[Pixel coordinate grounding data]

┌──

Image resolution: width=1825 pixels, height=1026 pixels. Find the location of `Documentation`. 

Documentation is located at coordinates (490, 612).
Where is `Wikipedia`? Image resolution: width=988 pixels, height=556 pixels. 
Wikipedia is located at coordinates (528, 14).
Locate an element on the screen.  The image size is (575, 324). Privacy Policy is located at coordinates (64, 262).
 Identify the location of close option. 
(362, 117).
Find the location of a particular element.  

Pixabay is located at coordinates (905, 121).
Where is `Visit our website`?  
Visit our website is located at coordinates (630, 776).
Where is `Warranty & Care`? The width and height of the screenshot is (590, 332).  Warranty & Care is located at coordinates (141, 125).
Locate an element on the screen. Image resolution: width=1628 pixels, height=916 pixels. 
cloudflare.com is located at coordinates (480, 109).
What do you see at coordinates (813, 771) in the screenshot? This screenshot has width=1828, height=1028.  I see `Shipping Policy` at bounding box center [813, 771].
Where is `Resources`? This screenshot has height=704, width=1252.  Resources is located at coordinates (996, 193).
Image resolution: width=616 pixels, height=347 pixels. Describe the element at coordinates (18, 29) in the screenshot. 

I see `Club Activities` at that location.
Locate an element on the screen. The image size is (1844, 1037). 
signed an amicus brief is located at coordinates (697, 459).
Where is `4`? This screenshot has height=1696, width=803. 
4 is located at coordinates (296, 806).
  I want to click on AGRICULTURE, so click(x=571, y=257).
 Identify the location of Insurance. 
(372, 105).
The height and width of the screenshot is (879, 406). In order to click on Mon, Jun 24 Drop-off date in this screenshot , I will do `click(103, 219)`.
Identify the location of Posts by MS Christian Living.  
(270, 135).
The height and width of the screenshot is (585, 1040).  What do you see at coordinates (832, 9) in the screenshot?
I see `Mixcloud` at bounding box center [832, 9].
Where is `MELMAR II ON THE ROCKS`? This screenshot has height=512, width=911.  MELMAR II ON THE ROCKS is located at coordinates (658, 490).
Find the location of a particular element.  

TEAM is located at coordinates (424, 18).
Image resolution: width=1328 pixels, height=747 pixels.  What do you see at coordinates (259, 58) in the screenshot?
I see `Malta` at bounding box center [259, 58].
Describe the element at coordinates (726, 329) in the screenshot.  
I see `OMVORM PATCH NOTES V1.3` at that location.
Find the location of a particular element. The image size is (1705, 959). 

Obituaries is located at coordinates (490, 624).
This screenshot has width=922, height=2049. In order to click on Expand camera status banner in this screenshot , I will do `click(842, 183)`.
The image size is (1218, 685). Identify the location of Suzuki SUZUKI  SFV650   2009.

└──

Word for word, give back all of the records.

**Expected answer**
Image resolution: width=1825 pixels, height=1026 pixels. Find the location of `Documentation`. 

Documentation is located at coordinates (490, 612).
Where is `Wikipedia`? Image resolution: width=988 pixels, height=556 pixels. 
Wikipedia is located at coordinates (528, 14).
Locate an element on the screen.  The image size is (575, 324). Privacy Policy is located at coordinates (64, 262).
 Identify the location of close option. 
(362, 117).
Find the location of a particular element.  

Pixabay is located at coordinates (905, 121).
Where is `Visit our website`?  
Visit our website is located at coordinates (630, 776).
Where is `Warranty & Care`? The width and height of the screenshot is (590, 332).  Warranty & Care is located at coordinates (141, 125).
Locate an element on the screen. Image resolution: width=1628 pixels, height=916 pixels. 
cloudflare.com is located at coordinates (480, 109).
What do you see at coordinates (813, 771) in the screenshot? This screenshot has width=1828, height=1028.  I see `Shipping Policy` at bounding box center [813, 771].
Where is `Resources`? This screenshot has height=704, width=1252.  Resources is located at coordinates (996, 193).
Image resolution: width=616 pixels, height=347 pixels. Describe the element at coordinates (18, 29) in the screenshot. 

I see `Club Activities` at that location.
Locate an element on the screen. The image size is (1844, 1037). 
signed an amicus brief is located at coordinates (697, 459).
Where is `4`? This screenshot has height=1696, width=803. 
4 is located at coordinates (296, 806).
  I want to click on AGRICULTURE, so click(x=571, y=257).
 Identify the location of Insurance. 
(372, 105).
The height and width of the screenshot is (879, 406). In order to click on Mon, Jun 24 Drop-off date in this screenshot , I will do `click(103, 219)`.
Identify the location of Posts by MS Christian Living.  
(270, 135).
The height and width of the screenshot is (585, 1040).  What do you see at coordinates (832, 9) in the screenshot?
I see `Mixcloud` at bounding box center [832, 9].
Where is `MELMAR II ON THE ROCKS`? This screenshot has height=512, width=911.  MELMAR II ON THE ROCKS is located at coordinates (658, 490).
Find the location of a particular element.  

TEAM is located at coordinates (424, 18).
Image resolution: width=1328 pixels, height=747 pixels.  What do you see at coordinates (259, 58) in the screenshot?
I see `Malta` at bounding box center [259, 58].
Describe the element at coordinates (726, 329) in the screenshot.  
I see `OMVORM PATCH NOTES V1.3` at that location.
Find the location of a particular element. The image size is (1705, 959). 

Obituaries is located at coordinates (490, 624).
This screenshot has width=922, height=2049. In order to click on Expand camera status banner in this screenshot , I will do `click(842, 183)`.
The image size is (1218, 685). Identify the location of Suzuki SUZUKI  SFV650   2009.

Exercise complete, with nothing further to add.